Ashley Little completed her MFA in 2014 at UBC Okanagan. Penguin Randomhouse published her most recent book, Confessions of a Teenage Leper. This is the fifth novel that Ashley has written and published.
The launch of this new book is planned for Thursday, September 27 at 7:00 pm at Perch Café in Kelowna.
We met with Ashley to discuss her book and to get some insight on her writing process.
Tell us about your novel.
Confessions of a Teenage Leper is a Young Adult novel narrated by 17-year-old Abby Furlowe, a cheerleader from Texas, who contracts leprosy (a.k.a. Hansen’s Disease) from an armadillo.
What was your process of researching for the book?
I originally thought I would write a historical novel about the D’Arcy Island leper colony (off the southern tip of Vancouver Island). I stayed on D’Arcy Island for three nights and saw the foundations of the buildings and the orchard that the residents tended. I went to the BC Archives and saw photos of the people who had lived on D’Arcy Island as well as some old newspaper articles about it some letters between a politician and a doctor regarding a concerned woman’s wish to go to D’Arcy Island to care for these people (they had no nurses or medical care).
I also did a lot of secondary research through books and film. I read quite a few memoirs from people who had lived at Carville (the centre in Louisiana where Abby goes for treatment in the novel) and an excellent ethnography of Carville as well, which helped me get a lot of the small details right; the fact that Carville does their own Mardi Gras parade for example, and has special gold doubloons pressed for the occasion, featuring an armadillo on both sides. I liked that so I used it in the novel. I read a non-fiction book by a doctor who had worked with Hansen’s Disease sufferers in India for forty years. I read a great novel called Molokai about a young woman with Hansen’s Disease who is banished to Hawaii’s lazaretto, and the films, Molokai: The Story of Father Damien, The Motorcycle Diaries, and a handful of documentaries. I called the Hansen’s Disease Treatment Center in Baton Rouge, the same one Abby goes to, and I told them I was writing a novel about this young woman who contracts HD, etc. and was it okay if I asked a few questions. They said sure and were glad to help me. So that’s how I confirmed a few final details that I needed to know for the novel.
What was your process in writing the book? How long did it take you?
I had already done about nine months of research before I started writing in June 2015. From Sept-Dec of 2015 I was the Vancouver Public Library’s Writer in Residence so I had a big chunk of time to work on it then. I finished a first draft at the end of 2015 and then did a substantial rewrite (at my publisher’s recommendation) from January-March of 2017, when I was Writer in Residence at Wilfred Laurier University.
Tell us what it was like to work with an editor?
I originally had a different story-line for Dean, Abby’s brother, one that did not end well for him… My editors at Penguin Randomhouse thought that it was detracting and distracting from the main story-line – Abby’s struggle with Hansen’s Disease – and so they wanted me to change it and the ending (since the ending was linked to Dean’s story-line).
I was sort of attached to my original, because it was really powerful emotionally, I thought, so I didn’t necessarily want to change it in the way they were suggesting. But, I eventually came around to seeing that they were right, and that it would be stronger to focus on Abby’s journey without clouding it up with Dean’s. That’s why editors are so great – because they see what you can’t… but if you can just let go of your ego for a minute and trust their guidance – you end up with a stronger story for it.
Tell us about your other recent publications and articles…or past ones
In 2016, I published Niagara Motel, which was my MFA thesis novel. It has since been longlisted for the International Dublin Literary Award, a finalist for the Ethel Wilson Fiction Prize, translated into German, and been produced as an audiobook.
What’s next?
Now I’m freaking myself out by working on a thriller for adults about a writer who has a stalker. It’s called Creep.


| Task instructions |
Count up the lines below containing the word "screenshot", and give the result with no other words.

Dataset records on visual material
....

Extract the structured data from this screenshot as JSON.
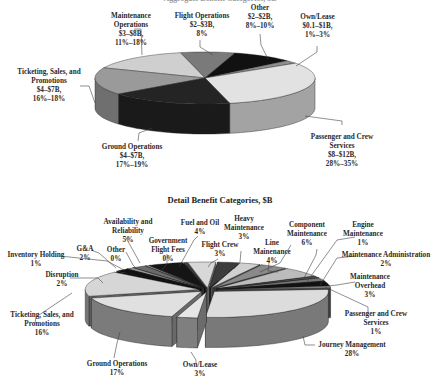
{
  "chart_data": [
    {
      "type": "pie",
      "style": "3d",
      "title": "Aggregate Benefit Categories, $B",
      "title_partially_visible": true,
      "slices": [
        {
          "label": "Flight Operations",
          "range": "$2–$3B",
          "pct": "8%",
          "value": 8,
          "color": "#7a7a7a"
        },
        {
          "label": "Other",
          "range": "$2–$2B",
          "pct": "8%–10%",
          "value": 9,
          "color": "#111111"
        },
        {
          "label": "Own/Lease",
          "range": "$0.1–$1B",
          "pct": "1%–3%",
          "value": 2,
          "color": "#8e8e8e"
        },
        {
          "label": "Passenger and Crew Services",
          "range": "$8–$12B",
          "pct": "28%–35%",
          "value": 31,
          "color": "#e2e2e2"
        },
        {
          "label": "Ground Operations",
          "range": "$4–$7B",
          "pct": "17%–19%",
          "value": 18,
          "color": "#242424"
        },
        {
          "label": "Ticketing, Sales, and Promotions",
          "range": "$4–$7B",
          "pct": "16%–18%",
          "value": 17,
          "color": "#9a9a9a"
        },
        {
          "label": "Maintenance Operations",
          "range": "$3–$8B",
          "pct": "11%–18%",
          "value": 15,
          "color": "#cfcfcf"
        }
      ]
    },
    {
      "type": "pie",
      "style": "3d-exploded",
      "title": "Detail Benefit Categories, $B",
      "slices": [
        {
          "label": "Fuel and Oil",
          "pct": "4%",
          "value": 4,
          "color": "#d8d8d8"
        },
        {
          "label": "Flight Crew",
          "pct": "3%",
          "value": 3,
          "color": "#3c3c3c"
        },
        {
          "label": "Heavy Maintenance",
          "pct": "3%",
          "value": 3,
          "color": "#d0d0d0"
        },
        {
          "label": "Line Mainenance",
          "pct": "4%",
          "value": 4,
          "color": "#8a8a8a"
        },
        {
          "label": "Component Maintenance",
          "pct": "6%",
          "value": 6,
          "color": "#bcbcbc"
        },
        {
          "label": "Engine Maintenance",
          "pct": "1%",
          "value": 1,
          "color": "#555555"
        },
        {
          "label": "Maintenance Administration",
          "pct": "2%",
          "value": 2,
          "color": "#777777"
        },
        {
          "label": "Maintenance Overhead",
          "pct": "3%",
          "value": 3,
          "color": "#111111"
        },
        {
          "label": "Passenger and Crew Services",
          "pct": "1%",
          "value": 1,
          "color": "#999999"
        },
        {
          "label": "Journey Management",
          "pct": "28%",
          "value": 28,
          "color": "#dcdcdc"
        },
        {
          "label": "Own/Lease",
          "pct": "3%",
          "value": 3,
          "color": "#e6e6e6"
        },
        {
          "label": "Ground Operations",
          "pct": "17%",
          "value": 17,
          "color": "#e0e0e0"
        },
        {
          "label": "Ticketing, Sales, and Promotions",
          "pct": "16%",
          "value": 16,
          "color": "#d6d6d6"
        },
        {
          "label": "Disruption",
          "pct": "2%",
          "value": 2,
          "color": "#111111"
        },
        {
          "label": "Inventory Holding",
          "pct": "1%",
          "value": 1,
          "color": "#9a9a9a"
        },
        {
          "label": "G&A",
          "pct": "2%",
          "value": 2,
          "color": "#6a6a6a"
        },
        {
          "label": "Other",
          "pct": "0%",
          "value": 0.4,
          "color": "#cccccc"
        },
        {
          "label": "Availability and Reliability",
          "pct": "5%",
          "value": 5,
          "color": "#151515"
        },
        {
          "label": "Government Flight Fees",
          "pct": "0%",
          "value": 0.4,
          "color": "#444444"
        }
      ]
    }
  ],
  "top": {
    "title": "Aggregate Benefit Categories, $B",
    "labels": {
      "maintenance": [
        "Maintenance",
        "Operations",
        "$3–$8B,",
        "11%–18%"
      ],
      "flight_ops": [
        "Flight Operations",
        "$2–$3B,",
        "8%"
      ],
      "other": [
        "Other",
        "$2–$2B,",
        "8%–10%"
      ],
      "own_lease": [
        "Own/Lease",
        "$0.1–$1B,",
        "1%–3%"
      ],
      "ticketing": [
        "Ticketing, Sales, and",
        "Promotions",
        "$4–$7B,",
        "16%–18%"
      ],
      "ground": [
        "Ground Operations",
        "$4–$7B,",
        "17%–19%"
      ],
      "passenger": [
        "Passenger and Crew",
        "Services",
        "$8–$12B,",
        "28%–35%"
      ]
    }
  },
  "detail": {
    "title": "Detail Benefit Categories, $B",
    "labels": {
      "availability": [
        "Availability and",
        "Reliability",
        "5%"
      ],
      "fuel": [
        "Fuel and Oil",
        "4%"
      ],
      "heavy": [
        "Heavy",
        "Maintenance",
        "3%"
      ],
      "component": [
        "Component",
        "Maintenance",
        "6%"
      ],
      "engine": [
        "Engine",
        "Maintenance",
        "1%"
      ],
      "gov": [
        "Government",
        "Flight Fees",
        "0%"
      ],
      "flight_crew": [
        "Flight Crew",
        "3%"
      ],
      "line": [
        "Line",
        "Mainenance",
        "4%"
      ],
      "maint_admin": [
        "Maintenance Administration",
        "2%"
      ],
      "ga": [
        "G&A",
        "2%"
      ],
      "other": [
        "Other",
        "0%"
      ],
      "inventory": [
        "Inventory Holding",
        "1%"
      ],
      "maint_overhead": [
        "Maintenance",
        "Overhead",
        "3%"
      ],
      "disruption": [
        "Disruption",
        "2%"
      ],
      "pcs": [
        "Passenger and Crew",
        "Services",
        "1%"
      ],
      "ticketing": [
        "Ticketing, Sales, and",
        "Promotions",
        "16%"
      ],
      "journey": [
        "Journey Management",
        "28%"
      ],
      "ground": [
        "Ground Operations",
        "17%"
      ],
      "own_lease": [
        "Own/Lease",
        "3%"
      ]
    }
  }
}
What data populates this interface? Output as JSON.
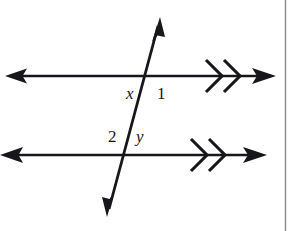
{
  "figure": {
    "name": "parallel-lines-transversal-diagram",
    "background_color": "#ffffff",
    "ink_color": "#17161a",
    "border_color": "#8a8a8a",
    "labels": [
      {
        "id": "x",
        "text": "x",
        "style": "italic"
      },
      {
        "id": "1",
        "text": "1",
        "style": "upright"
      },
      {
        "id": "2",
        "text": "2",
        "style": "upright"
      },
      {
        "id": "y",
        "text": "y",
        "style": "upright"
      }
    ],
    "lines": {
      "top_parallel": {
        "name": "top-parallel-line",
        "y": 76,
        "x_start": 5,
        "x_end": 275,
        "left_arrowhead": true,
        "right_arrowhead": true,
        "parallel_marks": 2
      },
      "bottom_parallel": {
        "name": "bottom-parallel-line",
        "y": 155,
        "x_start": 0,
        "x_end": 266,
        "left_arrowhead": true,
        "right_arrowhead": true,
        "parallel_marks": 2
      },
      "transversal": {
        "name": "transversal-line",
        "x_top": 160,
        "y_top": 18,
        "x_bottom": 107,
        "y_bottom": 216,
        "top_arrowhead": true,
        "bottom_arrowhead": true
      }
    },
    "intersections": {
      "upper": {
        "x": 146,
        "y": 76
      },
      "lower": {
        "x": 128,
        "y": 155
      }
    },
    "page_border": {
      "name": "page-border-rule",
      "x": 285,
      "orientation": "vertical"
    }
  }
}
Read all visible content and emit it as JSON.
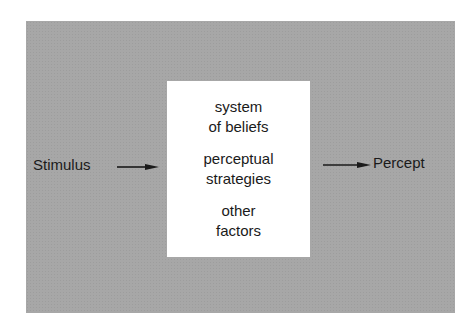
{
  "diagram": {
    "input_label": "Stimulus",
    "output_label": "Percept",
    "process_box": {
      "groups": [
        {
          "lines": [
            "system",
            "of beliefs"
          ]
        },
        {
          "lines": [
            "perceptual",
            "strategies"
          ]
        },
        {
          "lines": [
            "other",
            "factors"
          ]
        }
      ]
    },
    "colors": {
      "background_panel": "#a7a7a7",
      "process_box": "#ffffff",
      "text": "#1a1a1a"
    }
  }
}
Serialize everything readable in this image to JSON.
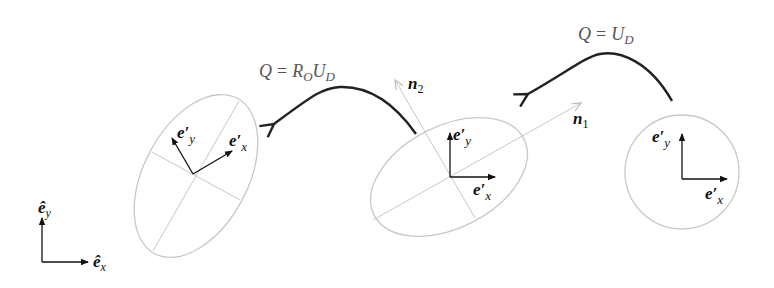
{
  "diagram": {
    "type": "deformation decomposition schematic",
    "transforms": [
      {
        "id": "stretch",
        "label_lhs": "Q",
        "label_eq": "=",
        "label_rhs": "U",
        "label_rhs_sub": "D"
      },
      {
        "id": "rotate_stretch",
        "label_lhs": "Q",
        "label_eq": "=",
        "label_rhs_R": "R",
        "label_rhs_R_sub": "O",
        "label_rhs_U": "U",
        "label_rhs_U_sub": "D"
      }
    ],
    "reference_frame": {
      "x_label": "ê",
      "x_sub": "x",
      "y_label": "ê",
      "y_sub": "y"
    },
    "shapes": {
      "circle": {
        "ex_label": "e′",
        "ex_sub": "x",
        "ey_label": "e′",
        "ey_sub": "y"
      },
      "stretched_ellipse": {
        "ex_label": "e′",
        "ex_sub": "x",
        "ey_label": "e′",
        "ey_sub": "y",
        "n1_label": "n",
        "n1_sub": "1",
        "n2_label": "n",
        "n2_sub": "2"
      },
      "rotated_ellipse": {
        "ex_label": "e′",
        "ex_sub": "x",
        "ey_label": "e′",
        "ey_sub": "y"
      }
    },
    "colors": {
      "outline": "#c8c8c8",
      "axis": "#111111",
      "transform_arrow": "#222222",
      "label_gray": "#555555"
    }
  }
}
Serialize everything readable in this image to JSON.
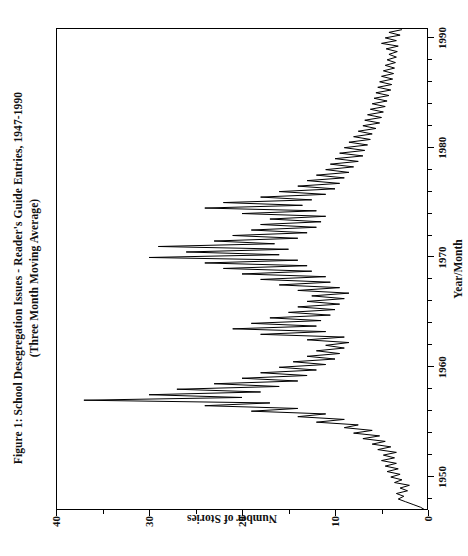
{
  "figure": {
    "title_line1": "Figure 1: School Desegregation Issues - Reader's Guide Entries, 1947-1990",
    "title_line2": "(Three Month Moving Average)",
    "orientation": "rotated-90-ccw",
    "line_color": "#000000",
    "background": "#ffffff"
  },
  "chart_data": {
    "type": "line",
    "title": "Figure 1: School Desegregation Issues - Reader's Guide Entries, 1947-1990 (Three Month Moving Average)",
    "xlabel": "Year/Month",
    "ylabel": "Number of Stories",
    "xlim": [
      1947.0,
      1990.9
    ],
    "ylim": [
      0,
      40
    ],
    "xticks": [
      1950,
      1960,
      1970,
      1980,
      1990
    ],
    "xtick_labels": [
      "1950",
      "1960",
      "1970",
      "1980",
      "1990"
    ],
    "x_minor_tick_interval": 2,
    "yticks": [
      0,
      10,
      20,
      30,
      40
    ],
    "ytick_labels": [
      "0",
      "10",
      "20",
      "30",
      "40"
    ],
    "y_minor_tick_interval": 5,
    "grid": false,
    "legend": null,
    "series": [
      {
        "name": "School desegregation stories (3-month moving average)",
        "color": "#000000",
        "x": [
          1947.0,
          1947.25,
          1947.5,
          1947.75,
          1948.0,
          1948.25,
          1948.5,
          1948.75,
          1949.0,
          1949.25,
          1949.5,
          1949.75,
          1950.0,
          1950.25,
          1950.5,
          1950.75,
          1951.0,
          1951.25,
          1951.5,
          1951.75,
          1952.0,
          1952.25,
          1952.5,
          1952.75,
          1953.0,
          1953.25,
          1953.5,
          1953.75,
          1954.0,
          1954.25,
          1954.5,
          1954.75,
          1955.0,
          1955.25,
          1955.5,
          1955.75,
          1956.0,
          1956.25,
          1956.5,
          1956.75,
          1957.0,
          1957.25,
          1957.5,
          1957.75,
          1958.0,
          1958.25,
          1958.5,
          1958.75,
          1959.0,
          1959.25,
          1959.5,
          1959.75,
          1960.0,
          1960.25,
          1960.5,
          1960.75,
          1961.0,
          1961.25,
          1961.5,
          1961.75,
          1962.0,
          1962.25,
          1962.5,
          1962.75,
          1963.0,
          1963.25,
          1963.5,
          1963.75,
          1964.0,
          1964.25,
          1964.5,
          1964.75,
          1965.0,
          1965.25,
          1965.5,
          1965.75,
          1966.0,
          1966.25,
          1966.5,
          1966.75,
          1967.0,
          1967.25,
          1967.5,
          1967.75,
          1968.0,
          1968.25,
          1968.5,
          1968.75,
          1969.0,
          1969.25,
          1969.5,
          1969.75,
          1970.0,
          1970.25,
          1970.5,
          1970.75,
          1971.0,
          1971.25,
          1971.5,
          1971.75,
          1972.0,
          1972.25,
          1972.5,
          1972.75,
          1973.0,
          1973.25,
          1973.5,
          1973.75,
          1974.0,
          1974.25,
          1974.5,
          1974.75,
          1975.0,
          1975.25,
          1975.5,
          1975.75,
          1976.0,
          1976.25,
          1976.5,
          1976.75,
          1977.0,
          1977.25,
          1977.5,
          1977.75,
          1978.0,
          1978.25,
          1978.5,
          1978.75,
          1979.0,
          1979.25,
          1979.5,
          1979.75,
          1980.0,
          1980.25,
          1980.5,
          1980.75,
          1981.0,
          1981.25,
          1981.5,
          1981.75,
          1982.0,
          1982.25,
          1982.5,
          1982.75,
          1983.0,
          1983.25,
          1983.5,
          1983.75,
          1984.0,
          1984.25,
          1984.5,
          1984.75,
          1985.0,
          1985.25,
          1985.5,
          1985.75,
          1986.0,
          1986.25,
          1986.5,
          1986.75,
          1987.0,
          1987.25,
          1987.5,
          1987.75,
          1988.0,
          1988.25,
          1988.5,
          1988.75,
          1989.0,
          1989.25,
          1989.5,
          1989.75,
          1990.0,
          1990.25,
          1990.5,
          1990.75
        ],
        "y": [
          0.3,
          0.8,
          1.6,
          2.4,
          3.2,
          2.6,
          3.4,
          2.2,
          3.0,
          2.0,
          3.6,
          2.8,
          4.0,
          3.0,
          4.4,
          3.2,
          4.6,
          3.4,
          5.0,
          3.6,
          4.8,
          3.4,
          5.4,
          4.0,
          6.0,
          4.6,
          7.0,
          5.2,
          8.0,
          6.0,
          9.0,
          7.5,
          12.0,
          9.0,
          14.0,
          11.0,
          19.0,
          14.0,
          24.0,
          17.0,
          37.0,
          20.0,
          30.0,
          18.0,
          27.0,
          16.0,
          23.0,
          14.0,
          20.0,
          13.0,
          18.0,
          12.0,
          16.0,
          11.0,
          14.5,
          10.0,
          13.0,
          9.5,
          12.0,
          9.0,
          11.0,
          8.5,
          13.0,
          9.0,
          18.0,
          11.0,
          21.0,
          12.0,
          19.0,
          11.5,
          17.0,
          10.5,
          15.0,
          10.0,
          14.0,
          9.5,
          13.0,
          9.0,
          12.5,
          8.5,
          14.0,
          9.5,
          16.0,
          10.5,
          18.0,
          11.0,
          20.0,
          12.5,
          22.0,
          13.0,
          24.0,
          14.0,
          30.0,
          16.0,
          26.0,
          15.0,
          29.0,
          16.5,
          23.0,
          14.0,
          21.0,
          13.0,
          19.0,
          12.0,
          18.0,
          11.5,
          17.0,
          11.0,
          20.0,
          12.0,
          24.0,
          13.5,
          22.0,
          12.5,
          18.0,
          11.0,
          16.0,
          10.0,
          14.0,
          9.5,
          13.0,
          9.0,
          12.0,
          8.5,
          11.0,
          8.0,
          10.5,
          7.5,
          10.0,
          7.0,
          9.5,
          6.8,
          9.0,
          6.5,
          8.5,
          6.2,
          8.0,
          6.0,
          7.5,
          5.6,
          7.0,
          5.2,
          6.8,
          5.0,
          6.5,
          4.8,
          6.2,
          4.6,
          6.0,
          4.4,
          5.8,
          4.2,
          5.6,
          4.0,
          5.4,
          3.9,
          5.2,
          3.8,
          5.0,
          3.7,
          4.8,
          3.6,
          4.6,
          3.5,
          4.4,
          3.4,
          4.2,
          3.3,
          4.5,
          3.2,
          5.0,
          3.4,
          4.6,
          3.0,
          4.2,
          2.8
        ]
      }
    ],
    "annotations": [
      {
        "text": "peak ~37 stories",
        "x": 1957.0,
        "y": 37
      },
      {
        "text": "secondary peak ~30 stories",
        "x": 1970.0,
        "y": 30
      },
      {
        "text": "secondary peak ~29 stories",
        "x": 1971.0,
        "y": 29
      }
    ]
  },
  "axes": {
    "x_title": "Year/Month",
    "y_title": "Number of Stories"
  }
}
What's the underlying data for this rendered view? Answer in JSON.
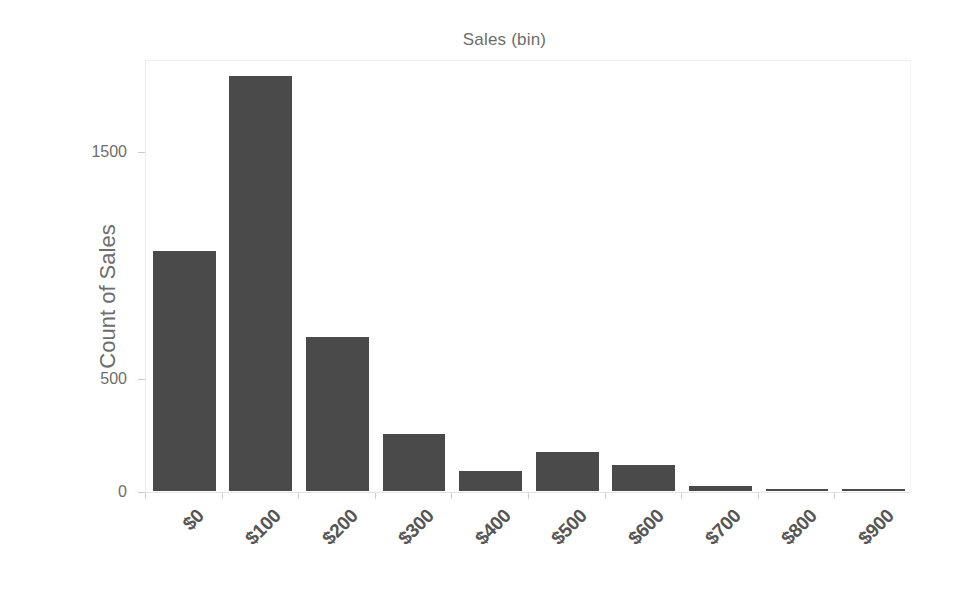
{
  "chart_data": {
    "type": "bar",
    "title": "Sales (bin)",
    "xlabel": "",
    "ylabel": "Count of Sales",
    "categories": [
      "$0",
      "$100",
      "$200",
      "$300",
      "$400",
      "$500",
      "$600",
      "$700",
      "$800",
      "$900"
    ],
    "values": [
      1057,
      1828,
      678,
      251,
      88,
      172,
      115,
      22,
      5,
      3
    ],
    "ylim": [
      -60,
      1908
    ],
    "ytick_values": [
      0,
      500,
      1500
    ],
    "ytick_labels": [
      "0",
      "500",
      "1500"
    ],
    "grid": false,
    "legend": false,
    "bar_color": "#4a4a4a",
    "text_color": "#6d6d6d",
    "tick_label_color": "#555555",
    "plot_border_color": "#f0f0f0",
    "background_color": "#ffffff",
    "xtick_rotation": "-45"
  },
  "figure": {
    "title_text": "Sales (bin)",
    "y_axis_title": "Count of Sales"
  }
}
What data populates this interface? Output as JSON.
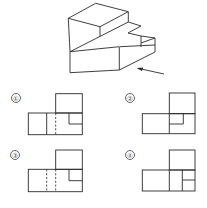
{
  "figure": {
    "type": "orthographic-projection-question",
    "view_arrow": "arrow-pointing-to-front-right-face"
  },
  "options": [
    {
      "label": "①",
      "description": "left rect split by solid line, dashed line, small notch rect at top-right of bottom"
    },
    {
      "label": "②",
      "description": "left rect with solid vertical at top box edge, small notch rect below top box"
    },
    {
      "label": "③",
      "description": "two dashed verticals, small notch rect at top-right of bottom"
    },
    {
      "label": "④",
      "description": "solid verticals, right column split horizontally"
    }
  ],
  "colors": {
    "line": "#2a2a2a",
    "label": "#555555"
  }
}
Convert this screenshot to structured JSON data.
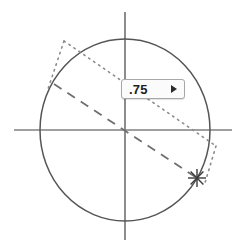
{
  "widget": {
    "name": "angle-value-control",
    "colors": {
      "axis": "#808080",
      "circle": "#555555",
      "dashed_line": "#6f6f6f",
      "dotted_line": "#8c8c8c",
      "marker": "#3a3a3a",
      "field_border": "#a8a8a8",
      "field_background": "#fbfbfb",
      "field_text": "#1d1d1d",
      "background": "#ffffff"
    },
    "geometry": {
      "center_x": 125,
      "center_y": 130,
      "radius_x": 85,
      "radius_y": 91,
      "axis_h_x1": 14,
      "axis_h_x2": 232,
      "axis_h_y": 130,
      "axis_v_y1": 12,
      "axis_v_y2": 240,
      "axis_v_x": 125,
      "dashed_x1": 54,
      "dashed_y1": 84,
      "dashed_x2": 197,
      "dashed_y2": 178,
      "dotted_x1": 64,
      "dotted_y1": 41,
      "dotted_x2": 216,
      "dotted_y2": 146,
      "tangent_x1": 64,
      "tangent_y1": 41,
      "tangent_x2": 48,
      "tangent_y2": 89,
      "tangent2_x1": 216,
      "tangent2_y1": 146,
      "tangent2_x2": 205,
      "tangent2_y2": 184,
      "marker_x": 197,
      "marker_y": 178,
      "marker_size": 9
    }
  },
  "value_field": {
    "label": "angle-value",
    "value": ".75",
    "placeholder": "0",
    "stepper_icon": "triangle-right-icon",
    "left": 121,
    "top": 79,
    "width": 64,
    "height": 20
  }
}
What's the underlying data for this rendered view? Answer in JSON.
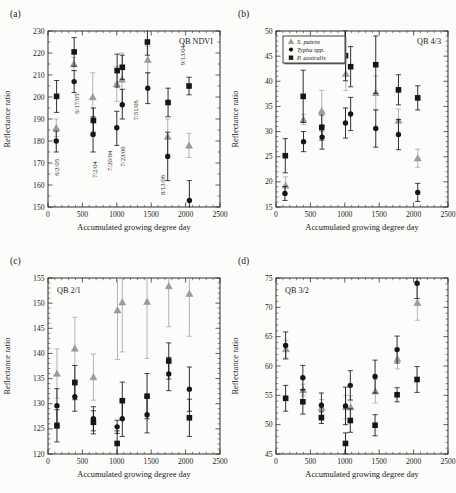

....

| Response area |
2